As I gathered together a mess of loose heddles in my loom bench last weekend, I was reminded of Tom Knisely’s “Notes From the Fell” in Handwoven November/December 2022. The title was “Heddle Management,” and as much as I would have liked to think I knew all there was to know about heddles, I was wrong.
I oriented the heddles in the same way before threading them on the heddle holders they came on. Photo by Susan E. Horton
I can’t remember what caused me to abruptly remove heddles from one or more of my shafts, but I certainly didn’t do it correctly and ended up with a disorganized pile. If I had used Tom’s method of distributing heddles on my loom’s shafts, or if I had tried his more adult-like way of taking heddles off so that they stayed in order, I wouldn’t have spent an hour or so putting 150-ish heddles back onto the holders they came on. I’m telling you this just to demonstrate that even Tom’s article fit the theme of the November/December issue, one I have been calling “The Ifs Issue” for more than a year now.
Kate Lange McKibben threaded three types of twill and treadled with another for her Treadling Twist Twills scarf. Photo by Matt Graves
There are many ifs in weaving, including “If I cut this misconceived project off my loom now will I regret it later?”, but we focused on two that are (perhaps) more weaverly in nature: “What ifs?” and “As ifs.” Several of the designers used “what if” as a springboard for their designs. For instance, Rebecca Morris based her cowl on weather maps and Jennifer Sargent pushed herself to try an asymmetrical arrangement of stripes in her scarf rather than a more conservative design. Kate Lange McKibben threaded three types of twills and then wove using another twill treadling to see how the combinations looked in her Treadling Twist Twills scarf.
Robin Monogue used the colors in Fiesta dishes for her Crackle Table Linens. Photo by Matt Graves
In case you need a refresher, “as if” in weaving isn’t just the sarcastic retort of the 1990s popularized by the movie Clueless, but rather refers to times when a weaver threads for one type of weave structure but treadles for another. A great example from the issue is Robin Monogue’s Crackle Table Linens. She threaded for crackle and wove crackle placemats before resleying her warp for napkins that she treadled as twill with a single weft thereby creating a perfectly coordinated set. A brain-twisty draft for the Hybrid Table Runner by John Wendel (see photo at top) combines doubleweave and deflected doubleweave in an interesting fabric that retains some of both structures’ key features.
It’s kind of crazy to to think I’ve been weaving for more than 25 years and still feel like I haven’t scratched the surface of what I should know, as evidenced by what I learned from Tom’s article. It’s as if the weaving world is expanding faster than the universe. Hmmmm, what if?
Weave well,
Susan
Check out this latest issue of Handwoven, November/December 2022. Go ahead, call it “The Ifs Issue.”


About this task:
Although the entries contain pictures, only their words should be duplicated exactly.

Input for this task:
-=-=-=-=-

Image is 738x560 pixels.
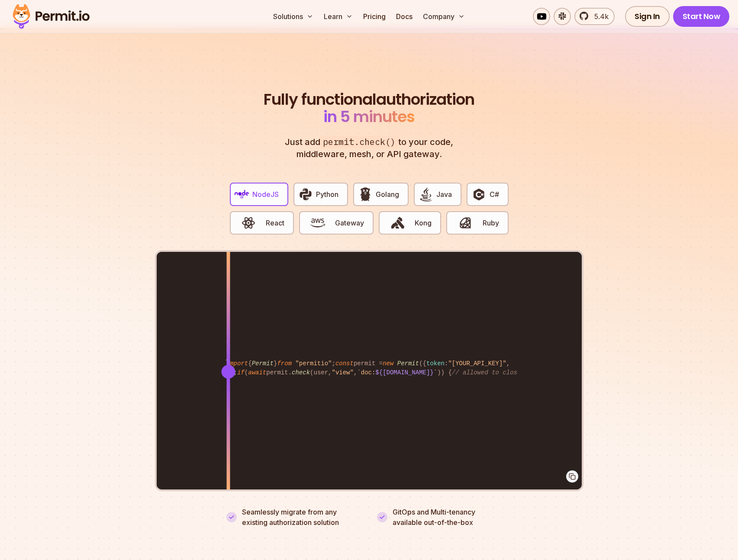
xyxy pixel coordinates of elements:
[332,369,354,376] span: "view"
[335,218,364,228] span: Gateway
[448,360,506,367] span: "[YOUR_API_KEY]"
[625,6,670,26] a: Sign In
[237,369,245,376] span: if
[262,91,477,125] h2: authorization
[393,8,416,25] a: Docs
[390,215,405,230] img: Kong
[252,189,279,199] span: NodeJS
[418,186,433,202] img: Java
[357,369,437,376] span: `doc: `
[221,321,517,416] code: user = (session); doc = ( , , session. ); allowedDocTypes = (user. ); isPaying = ( stripeWrapper....
[221,352,517,384] code: { } ; permit = ({ : , }); ( permit. (user, , )) { }
[383,360,393,367] span: new
[321,8,356,25] button: Learn
[458,215,473,230] img: Ruby
[358,186,373,202] img: Golang
[452,369,543,376] span: // allowed to close issue
[414,218,431,228] span: Kong
[298,186,313,202] img: Python
[436,189,452,199] span: Java
[427,360,444,367] span: token
[471,186,486,202] img: C#
[360,8,390,25] a: Pricing
[490,189,499,199] span: C#
[252,360,274,367] span: Permit
[393,506,475,527] p: GitOps and Multi-tenancy available out-of-the-box
[227,360,248,367] span: import
[264,91,376,108] span: Fully functional
[375,189,399,199] span: Golang
[574,8,614,25] a: 5.4k
[248,369,266,376] span: await
[321,136,398,149] span: permit.check()
[483,218,499,228] span: Ruby
[276,136,463,160] p: Just add to your code, middleware, mesh, or API gateway.
[316,189,338,199] span: Python
[673,6,730,26] a: Start Now
[324,105,414,128] span: in 5 minutes
[241,215,255,230] img: React
[8,2,94,31] img: Permit logo
[420,8,468,25] button: Company
[235,186,249,202] img: NodeJS
[292,369,310,376] span: check
[589,11,609,22] span: 5.4k
[397,360,419,367] span: Permit
[375,369,433,376] span: ${[DOMAIN_NAME]}
[270,8,317,25] button: Solutions
[277,360,292,367] span: from
[295,360,331,367] span: "permitio"
[242,506,361,527] p: Seamlessly migrate from any existing authorization solution
[311,215,325,230] img: Gateway
[335,360,354,367] span: const
[266,218,284,228] span: React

-=-=-=-=-

Response:
Image is 738x560 pixels.
xyxy pixel coordinates of elements:
[332,369,354,376] span: "view"
[335,218,364,228] span: Gateway
[448,360,506,367] span: "[YOUR_API_KEY]"
[625,6,670,26] a: Sign In
[237,369,245,376] span: if
[262,91,477,125] h2: authorization
[393,8,416,25] a: Docs
[390,215,405,230] img: Kong
[252,189,279,199] span: NodeJS
[418,186,433,202] img: Java
[357,369,437,376] span: `doc: `
[221,321,517,416] code: user = (session); doc = ( , , session. ); allowedDocTypes = (user. ); isPaying = ( stripeWrapper....
[221,352,517,384] code: { } ; permit = ({ : , }); ( permit. (user, , )) { }
[383,360,393,367] span: new
[321,8,356,25] button: Learn
[458,215,473,230] img: Ruby
[358,186,373,202] img: Golang
[452,369,543,376] span: // allowed to close issue
[414,218,431,228] span: Kong
[298,186,313,202] img: Python
[436,189,452,199] span: Java
[427,360,444,367] span: token
[471,186,486,202] img: C#
[360,8,390,25] a: Pricing
[490,189,499,199] span: C#
[252,360,274,367] span: Permit
[393,506,475,527] p: GitOps and Multi-tenancy available out-of-the-box
[227,360,248,367] span: import
[264,91,376,108] span: Fully functional
[375,189,399,199] span: Golang
[574,8,614,25] a: 5.4k
[248,369,266,376] span: await
[321,136,398,149] span: permit.check()
[483,218,499,228] span: Ruby
[276,136,463,160] p: Just add to your code, middleware, mesh, or API gateway.
[316,189,338,199] span: Python
[673,6,730,26] a: Start Now
[324,105,414,128] span: in 5 minutes
[241,215,255,230] img: React
[8,2,94,31] img: Permit logo
[420,8,468,25] button: Company
[235,186,249,202] img: NodeJS
[292,369,310,376] span: check
[589,11,609,22] span: 5.4k
[397,360,419,367] span: Permit
[375,369,433,376] span: ${[DOMAIN_NAME]}
[270,8,317,25] button: Solutions
[277,360,292,367] span: from
[295,360,331,367] span: "permitio"
[242,506,361,527] p: Seamlessly migrate from any existing authorization solution
[311,215,325,230] img: Gateway
[335,360,354,367] span: const
[266,218,284,228] span: React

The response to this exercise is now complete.